### What you have to do
Without omitting anything, copy every entry word for word.

[Collected data]

————

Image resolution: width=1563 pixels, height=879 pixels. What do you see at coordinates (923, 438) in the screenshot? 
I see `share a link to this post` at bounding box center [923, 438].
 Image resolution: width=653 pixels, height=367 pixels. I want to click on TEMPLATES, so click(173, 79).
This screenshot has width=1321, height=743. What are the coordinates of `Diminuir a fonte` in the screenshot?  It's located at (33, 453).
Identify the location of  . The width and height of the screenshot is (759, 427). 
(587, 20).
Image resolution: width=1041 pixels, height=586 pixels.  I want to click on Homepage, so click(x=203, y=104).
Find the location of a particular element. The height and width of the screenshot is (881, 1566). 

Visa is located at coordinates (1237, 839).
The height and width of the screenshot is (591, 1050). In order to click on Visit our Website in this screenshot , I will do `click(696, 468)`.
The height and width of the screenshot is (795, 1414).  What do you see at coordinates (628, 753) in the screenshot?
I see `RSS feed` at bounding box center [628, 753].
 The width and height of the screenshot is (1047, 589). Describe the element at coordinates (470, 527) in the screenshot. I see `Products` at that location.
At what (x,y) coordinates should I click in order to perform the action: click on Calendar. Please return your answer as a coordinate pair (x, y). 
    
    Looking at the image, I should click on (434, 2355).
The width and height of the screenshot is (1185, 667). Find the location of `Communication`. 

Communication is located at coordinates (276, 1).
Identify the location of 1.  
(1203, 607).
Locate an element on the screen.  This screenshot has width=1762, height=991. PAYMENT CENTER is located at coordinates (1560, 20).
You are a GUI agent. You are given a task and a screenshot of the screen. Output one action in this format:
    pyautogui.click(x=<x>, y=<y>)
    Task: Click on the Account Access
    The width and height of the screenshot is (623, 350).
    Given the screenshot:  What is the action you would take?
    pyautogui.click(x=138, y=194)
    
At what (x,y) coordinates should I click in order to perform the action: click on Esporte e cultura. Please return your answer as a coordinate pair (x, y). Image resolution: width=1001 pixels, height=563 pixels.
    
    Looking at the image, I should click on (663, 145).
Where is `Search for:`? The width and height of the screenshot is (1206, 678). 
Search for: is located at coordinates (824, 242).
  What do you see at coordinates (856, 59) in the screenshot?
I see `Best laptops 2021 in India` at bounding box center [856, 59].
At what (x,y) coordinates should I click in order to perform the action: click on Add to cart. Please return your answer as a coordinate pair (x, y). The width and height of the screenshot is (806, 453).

————

### Final answer
Image resolution: width=1563 pixels, height=879 pixels. What do you see at coordinates (923, 438) in the screenshot? 
I see `share a link to this post` at bounding box center [923, 438].
 Image resolution: width=653 pixels, height=367 pixels. I want to click on TEMPLATES, so click(173, 79).
This screenshot has width=1321, height=743. What are the coordinates of `Diminuir a fonte` in the screenshot?  It's located at (33, 453).
Identify the location of  . The width and height of the screenshot is (759, 427). 
(587, 20).
Image resolution: width=1041 pixels, height=586 pixels.  I want to click on Homepage, so click(x=203, y=104).
Find the location of a particular element. The height and width of the screenshot is (881, 1566). 

Visa is located at coordinates (1237, 839).
The height and width of the screenshot is (591, 1050). In order to click on Visit our Website in this screenshot , I will do `click(696, 468)`.
The height and width of the screenshot is (795, 1414).  What do you see at coordinates (628, 753) in the screenshot?
I see `RSS feed` at bounding box center [628, 753].
 The width and height of the screenshot is (1047, 589). Describe the element at coordinates (470, 527) in the screenshot. I see `Products` at that location.
At what (x,y) coordinates should I click in order to perform the action: click on Calendar. Please return your answer as a coordinate pair (x, y). 
    
    Looking at the image, I should click on (434, 2355).
The width and height of the screenshot is (1185, 667). Find the location of `Communication`. 

Communication is located at coordinates (276, 1).
Identify the location of 1.  
(1203, 607).
Locate an element on the screen.  This screenshot has width=1762, height=991. PAYMENT CENTER is located at coordinates (1560, 20).
You are a GUI agent. You are given a task and a screenshot of the screen. Output one action in this format:
    pyautogui.click(x=<x>, y=<y>)
    Task: Click on the Account Access
    The width and height of the screenshot is (623, 350).
    Given the screenshot:  What is the action you would take?
    pyautogui.click(x=138, y=194)
    
At what (x,y) coordinates should I click in order to perform the action: click on Esporte e cultura. Please return your answer as a coordinate pair (x, y). Image resolution: width=1001 pixels, height=563 pixels.
    
    Looking at the image, I should click on (663, 145).
Where is `Search for:`? The width and height of the screenshot is (1206, 678). 
Search for: is located at coordinates (824, 242).
  What do you see at coordinates (856, 59) in the screenshot?
I see `Best laptops 2021 in India` at bounding box center [856, 59].
At what (x,y) coordinates should I click in order to perform the action: click on Add to cart. Please return your answer as a coordinate pair (x, y). The width and height of the screenshot is (806, 453).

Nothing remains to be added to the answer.